What is the earliest statement of the authoritative books of the Bible?

I know that in the land of secular leftism, there are many myths, and those myths survive because they circulate in an echo chamber. But this is the Wintery Knight blog, and on this blog, we go back to the evidence. So what’s the myth? “The list of authoritative books of the Bible was determined hundreds of years after they were written”. Is that true? Let’s take a look at the data and see.

So, the allegation is that before 325 AD, people were using the canonical gospels equally with the forgery gospels like Judas, Peter, Mary, Thomas, etc. Then there was a church council that whittled down that list of equally valid sources to just the 4 gospels we recognize today. But did it really happen like that?

So, before we look to a scholar, I want to take a stab at this, and say what I would say if someone asked me this question. So, the first thing that came into my mind is that you don’t need a church council to tell you which books of the Bible are authoritative, you just have to look at which books the earliest church fathers are quoting. And they are quoting the gospels.

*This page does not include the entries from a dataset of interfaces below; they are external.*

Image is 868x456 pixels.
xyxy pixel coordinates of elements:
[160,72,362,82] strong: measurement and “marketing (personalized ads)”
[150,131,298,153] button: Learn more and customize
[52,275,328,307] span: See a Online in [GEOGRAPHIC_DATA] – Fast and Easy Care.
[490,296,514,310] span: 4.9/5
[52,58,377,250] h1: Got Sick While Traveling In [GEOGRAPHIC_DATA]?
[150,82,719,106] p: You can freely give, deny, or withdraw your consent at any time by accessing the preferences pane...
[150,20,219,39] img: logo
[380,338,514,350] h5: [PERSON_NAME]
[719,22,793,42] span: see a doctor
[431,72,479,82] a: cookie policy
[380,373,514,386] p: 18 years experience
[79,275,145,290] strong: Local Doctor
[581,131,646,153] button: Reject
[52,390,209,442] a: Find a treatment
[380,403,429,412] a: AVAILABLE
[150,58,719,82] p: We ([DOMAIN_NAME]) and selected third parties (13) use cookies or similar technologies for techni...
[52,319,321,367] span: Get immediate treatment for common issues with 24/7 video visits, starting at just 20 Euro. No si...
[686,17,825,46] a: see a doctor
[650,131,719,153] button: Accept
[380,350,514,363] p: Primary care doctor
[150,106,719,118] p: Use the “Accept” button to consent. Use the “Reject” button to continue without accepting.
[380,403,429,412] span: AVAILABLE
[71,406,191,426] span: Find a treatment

Here is a snip from a conversation between Frank Turek and J. Warner Wallace, and here’s what Wallace says:

So, I write in this new book, Person of Interest, I reached out to David now that Norm has passed, and he had some great people who he was working with on this, and I cited them in the case notes of this book. And you can see it in the book. It’s illustrated. Every church father who precedes the Council of Nicaea, and how many books, how many gospels, and how many letters are quoted by that particular church father. There’s a graphic for this, and you can see them all standing with the numbers of gospels they quote, and the numbers of letters they quote. And then I went through, I did the research, and he has compiled numbers. David and his associates have compiled numbers on how many…so this is a much more accurate. So, here’s what we know. And this is what I talked about in the book. It turns out that about 87% of the Gospel of Matthew is quoted by the early church fathers prior to the Council of Nicaea. About 935 verses. 66% of Mark, about 435 verses are quoted by these same church leaders. But 86% of the Gospel of Luke, 990 verses quoted by these church leaders. And 97% of the Gospel of John, about 859 verses that are quoted by these early church fathers.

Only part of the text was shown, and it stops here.